P248.2 as more and more data becomes digital, the opportunities for visualization and new representations will become even more important and interesting

P249.6  If security aspects of a system are so complex that users cannot understand them, errors will occur and security is compromised.

P252.8  Privacy education is important for both the internal users or employees in an organization and for their external users or customers.

P253  in the networked world in which we live it is our right and responsibility to be active participants in choices regarding policies governing the use of our personal information by our own passive devices and the systems and organizations with which we interact in our daily lives.  Badly designed functionality may put users at more risk than if they used less-sophisticated solutions.  Users need to be able to update security and privacy settings…different domains (health, home, business, …) have unique requirements.

P261 public records for your county online?

http:///www/searchsystems.net

P270 Finding and keeping… work in opposite and complementary directions.  Finding activities takes us from a current need to information; keeping activities take us from information at hand to a consideration of needs for which the information may relate.  A good deal of a typical day is consumed in activities of finding and keeping.

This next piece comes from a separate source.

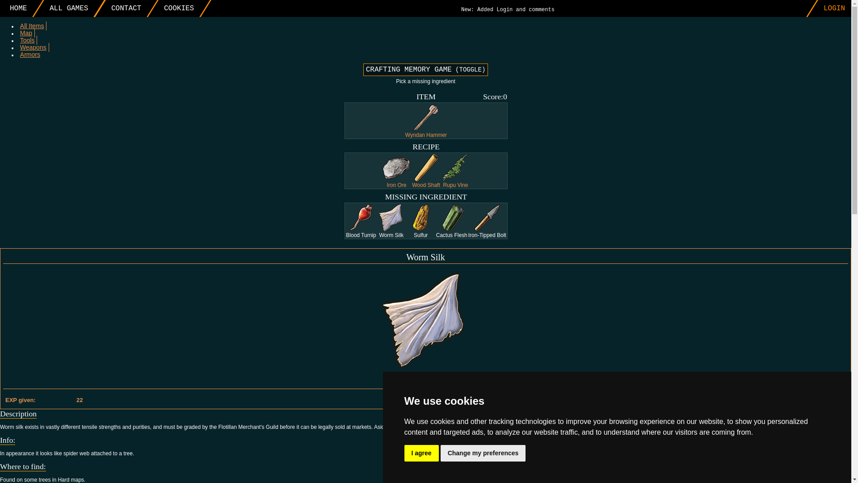  Describe the element at coordinates (33, 47) in the screenshot. I see `Weapons` at that location.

P274.8 the “personal” in personal information management: “there’s a fundamental difference between searching a universe of documents created by strangers and searching your own personal library.  When you’re freewheeling through ideas that you yourself have collated…there’s something about the experience that seems uncannily like freewheeling thought he corridors of your own memory.  It feels like thinking (Johnson 2005, Tool for thought)

 

 

1 comment April 25, 2008

Net Safety Lessons

Yahoo News had a story about states that have started Internet Safety education.  In Virginia public schools are mandated to provide Internet safety courses to all grade levels.

Finally! They are talking to the kids not just the parents, which is a situation I’ve questioned before.

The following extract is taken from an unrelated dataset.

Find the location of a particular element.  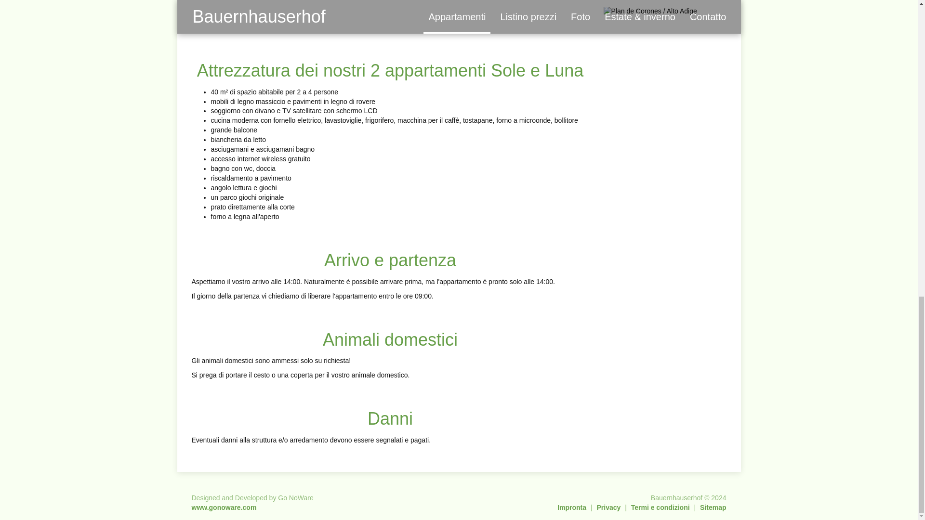

Termi e condizioni is located at coordinates (660, 508).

But still not mentioned is instruction in ‘good’ uses of the web, e.g. Web Literacy. 

1 comment April 7, 2008

A Logarithmic Law of Tagging

As I was thinking about a recent failure to find a link within my del.icio.us favorites, I thought of a sort of rule of thumb – the minimum number of independent keywords to use in a search or to use to tag a document is Log(N), where N is the total number of documents in the collection.

I was looking for link to a site for Johnson’s Machines are the Easy Part in my list of del.icio.us links.

tag

In my del.icio.us tag for informationliteracy…

http://del.icio.us/futhermet/informationliteracy

…I’ve got 130 links which is apparently too many for me to scroll through carefully.

I think I read about it in Steve Krug’s book Don’t Make Me Think, that something like seven plus/minus two items in a navigation scheme are about as much as users can handle looking at, e.g. file folders, navigation buttons, etc.

Also, having the ‘complete’ list of hits or links or whatever all show up on one page is pretty important.  This is something noted for things like search results, that people rarely click to a second page of hits, much less scroll “below the fold.”

So I choose ten as a ‘good number’ which suggests the use of Log() as a way to quantify things.

If I’ve got one document, log(1) = 0, I don’t really need to classify or tag one document.

With 10 documents, log (10) = 1, that’s a nice list to browse through.

With 100 documents, log (100) = 2, and that’s where I am with the link to the book site.

I had the link tagged with informationliteracy, along with 129 other links.  Tagging with one more keyword would have made the list much easier to browse.  I have since tagged the link to the site with the additional ‘book.’  Now my list is a short crisp five links…

http://del.icio.us/futhermet/informationliteracy%2Bbook

…which is pretty close to my theoretical ten hits with two tags.

I wonder if this suggests a minimum number of independent keywords to use in a search over a specific collection, or even the Web? 

That the keywords or tags are independent seems pretty important, too.

Do I get to name a Law, or have I simply rediscovered someone else’s thesis topic in information retrieval?